Hi Jennifer,
I'm really glad that you enjoyed the essay, and that you understood the point about koans and the problem of 'un-learning' how to discriminate and correlate, which we begin learning at least as soon as we emerge from the womb. And you are correct that "bit logic isn't able to convey koans."
The idea of gravity as "anti-entropic" does bear thinking about. Smolin states it as the case, and I have intuited this in other places, but I don't think the idea is rigorously defined. I haven't read Prigogine recently, but have done so extensively in the past. I also am aware of many of Barbour's ideas, but not as sold on them.

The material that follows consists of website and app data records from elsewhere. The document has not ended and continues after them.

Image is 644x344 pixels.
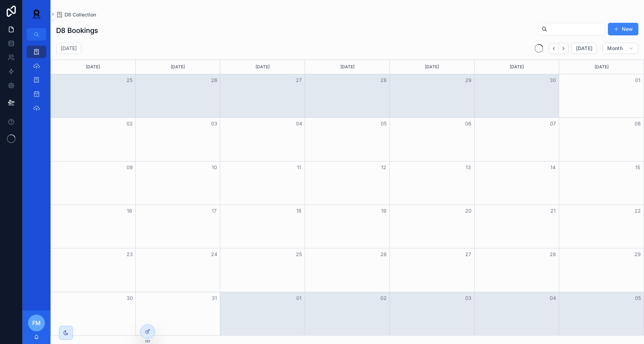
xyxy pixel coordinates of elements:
button: 05 [379,120,388,128]
div: [DATE] [391,60,474,74]
button: 18 [295,207,304,215]
button: 20 [464,207,472,215]
button: 28 [549,250,557,259]
div: [DATE] [221,60,304,74]
button: 26 [210,76,219,84]
button: 29 [464,76,472,84]
button: 02 [126,120,134,128]
div: [DATE] [306,60,389,74]
span: Month [607,45,623,51]
button: Month [603,43,639,54]
button: 25 [295,250,304,259]
button: 05 [634,294,642,302]
button: 10 [210,163,219,172]
button: 04 [549,294,557,302]
button: 03 [464,294,472,302]
button: 21 [549,207,557,215]
button: 22 [634,207,642,215]
div: [DATE] [137,60,219,74]
button: 07 [549,120,557,128]
div: Month View [50,60,644,336]
span: FM [32,319,41,327]
button: 26 [379,250,388,259]
button: 03 [210,120,219,128]
div: [DATE] [561,60,643,74]
button: Next [559,43,569,54]
button: 31 [210,294,219,302]
button: 14 [549,163,557,172]
button: 25 [126,76,134,84]
button: 19 [379,207,388,215]
button: 01 [295,294,304,302]
h2: [DATE] [61,45,77,52]
button: 29 [634,250,642,259]
button: 27 [464,250,472,259]
button: 08 [634,120,642,128]
button: 13 [464,163,472,172]
button: 28 [379,76,388,84]
div: scrollable content [22,41,50,123]
button: 11 [295,163,304,172]
button: 16 [126,207,134,215]
button: 02 [379,294,388,302]
button: 12 [379,163,388,172]
div: [DATE] [52,60,134,74]
button: 06 [464,120,472,128]
button: 24 [210,250,219,259]
button: 23 [126,250,134,259]
img: App logo [28,9,45,20]
button: 30 [126,294,134,302]
a: D8 Collection [56,11,96,18]
button: 04 [295,120,304,128]
button: 15 [634,163,642,172]
div: [DATE] [476,60,558,74]
span: D8 Collection [65,11,96,18]
button: New [608,23,639,35]
button: 09 [126,163,134,172]
button: Back [549,43,559,54]
span: [DATE] [576,45,593,51]
button: 17 [210,207,219,215]
button: 27 [295,76,304,84]
button: 01 [634,76,642,84]
button: 30 [549,76,557,84]
h1: D8 Bookings [56,26,98,35]
button: [DATE] [572,43,597,54]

On your blog you comment that it's exciting to be part of FQXi. It truly is exciting to find 175 ten-page essays dealing with such an important and current topic. I always derive a number of new and significant ideas from these contests. As I indicated on your page, and will repeat here for other readers, I think some key ideas are to be found in, for example: Wang Xiong's treatment of information as symmetry breaking, Mark Feeley's treatment of probability in QM, McHarris' essay on non-linearity, Janzen's treatment of time and relativity, Gordon Watson's analysis of Bell's inequality and Vishwakarma's essay on the stress-energy tensor. These are examples of why FQXi is a great place! There are many, many more.